I could not say why, but I felt that the next day would bring a little light to my intellect, now befuddled by the bewildering labyrinth of events.

Day the Eighth
T
HURSDAY
, 16
TH
A
PRIL
1711

5.30 of the clock: first mass. From now on the bells will ring in succession throughout the day, announcing masses, processions, devotions. Eating houses and alehouses
open.

The next day it was again impossible to shake Abbot Melani from his slumber. At dawn I returned to his rooms, and Domenico tried to prevent me from even entering, protesting
that his uncle was in no fit condition. I did not give up, and after a short argument I managed to force my way in and approach his bed.

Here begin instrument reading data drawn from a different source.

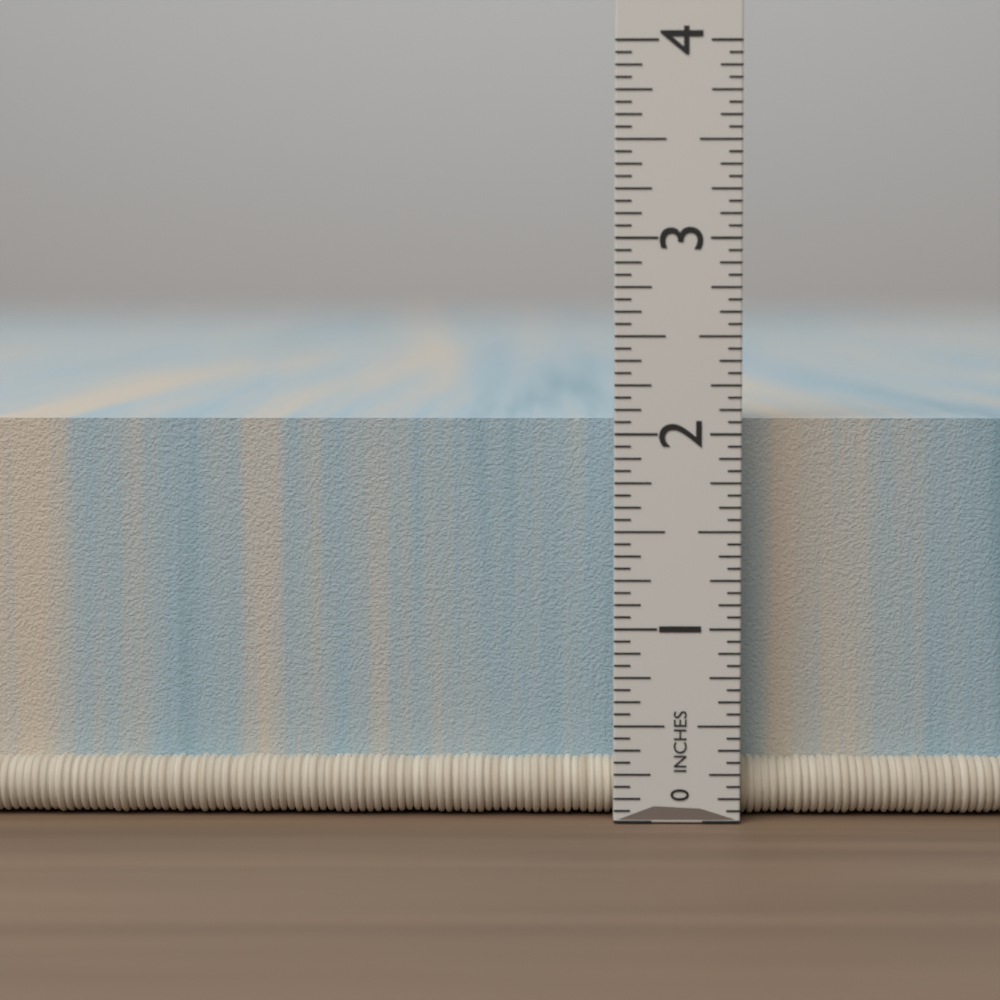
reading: 2.0625 in
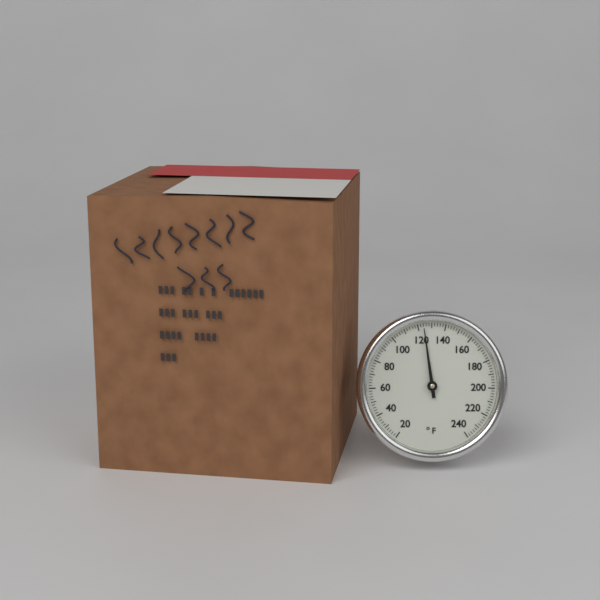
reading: 124 °F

Unfortunately Atto’s nephew was right: on account of the previous day’s excessive exertions, and above all the emotions aroused, the Abbot was in an almost catatonic state. I managed
to wake him and speak to him for a minute or two, but all I got was a dazed stare and a few muttered words. Even though I knew that Domenico would be listening to my words, I tried to communicate
to Atto the gist of my most recent conversation with Cloridia: in all probability the Turks had arrived in Vienna with intents that were far from evil. Indeed, they wished to collaborate in healing
the Emperor, and so his theorem was wrong, his suspicions about Eugene unfounded. But it was no use. After a while Atto closed his eyes again and turned away from me. Domenico, vexed and worried by
my insistence, all but kicked me out.

Back in my rooms, I received the expected summons from the imperial chamber: that afternoon my assistant and I were to meet the authorities at the Place with No Name, where we would dictate a
report on the events that had taken place there and sign it.

Meanwhile Cloridia had returned in great agitation after a brief excursion.

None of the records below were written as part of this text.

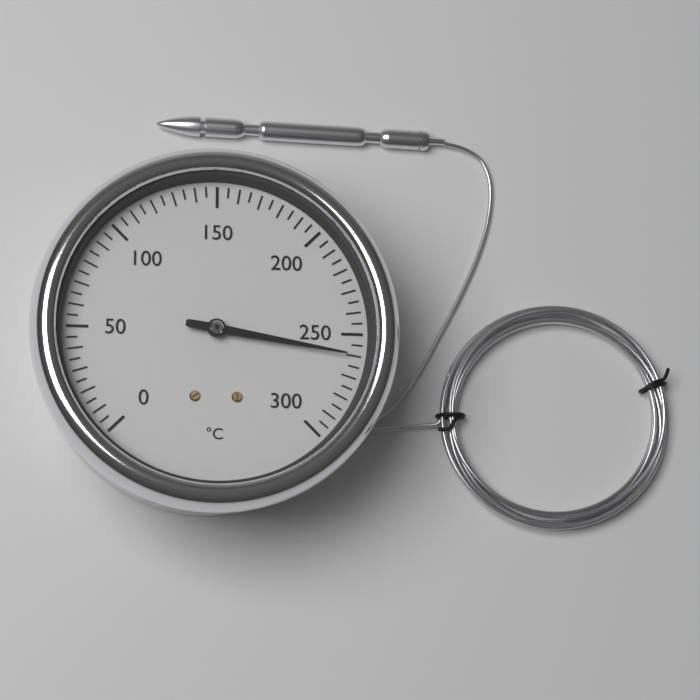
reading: 260 °C
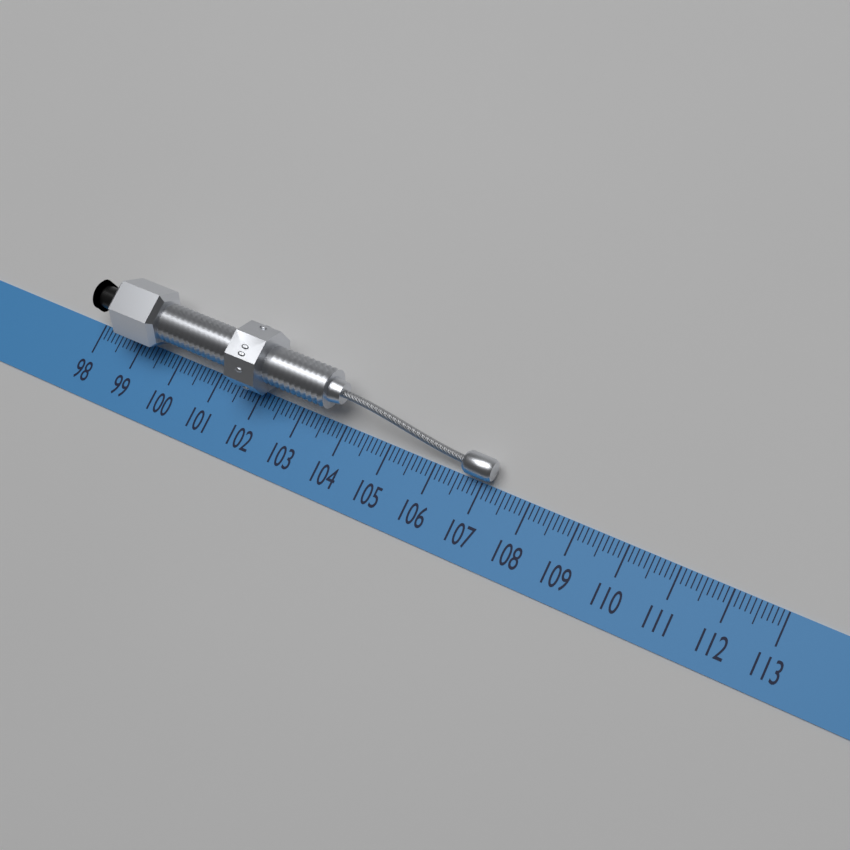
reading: 107.2 (no unit)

“The Most Serene Prince’s carriage has left his palace. He has set off for the front again,” she announced gravely.

The man who had plagued our thoughts for over a week was returning to his old job: the outer struggle against the French enemy, and the inner one between Dog Nose, Madame l’Ancienne and
the Captain of Death.

But we had a job to do. It was almost seven o’clock: time for our appointment with Opalinski.

It was a short journey, but it was at once interrupted by a wholly unexpected encounter.

“Eh, Italian chimney-sweep! Stop, wait!” a familiar voice addressed me.

At first I did not recognise him. His head was bandaged, and he was leaning on a stick. As he came towards me I thought I was seeing a ghost.

“Frosch!” I exclaimed.

If he was not a ghost, the keeper of the Place with No Name had risked becoming one. Ceaselessly rubbing the bandages on his head, he told us what had happened when the animals went on the
rampage and held us hostage in the ball stadium. While we were working in the mansion of Neugebäu, Frosch was in his usual place close to the animal cages. After which, as often happens in the
case of sudden assaults, he could remember nothing. All he knew was that someone (it was impossible to say whether it was just one person or several) had taken him by surprise and bludgeoned him.
He had remained unconscious for an indefinite period. He had only woken when Pup had licked his face with his trunk.

“Pup?”

“Yes,” answered Frosch, as if that pet name were the most obvious thing in the world for the elephant, probably hoping we would ask no questions about the secret he had kept all that
time within the walls of the mansion.

When he re-awoke, the keeper went on, he had taken stock of the disaster, which could only have been caused deliberately. Weaving his way miraculously among the maddened animals in the drenching
rain, his blood-soaked head throbbing painfully, the keeper had managed to bar all the exits from the Place with No Name, after which he had asked at the nearest farm for help.

Frosch recounted the whole story in great detail, speaking slowly and peppering his speech with frequent curses. He was still in pain and had clearly been drawing frequently on his bottle of
Slibowitz schnaps. It was growing very late, but there was no way to get the befuddled keeper of the Place with No Name to be more succinct.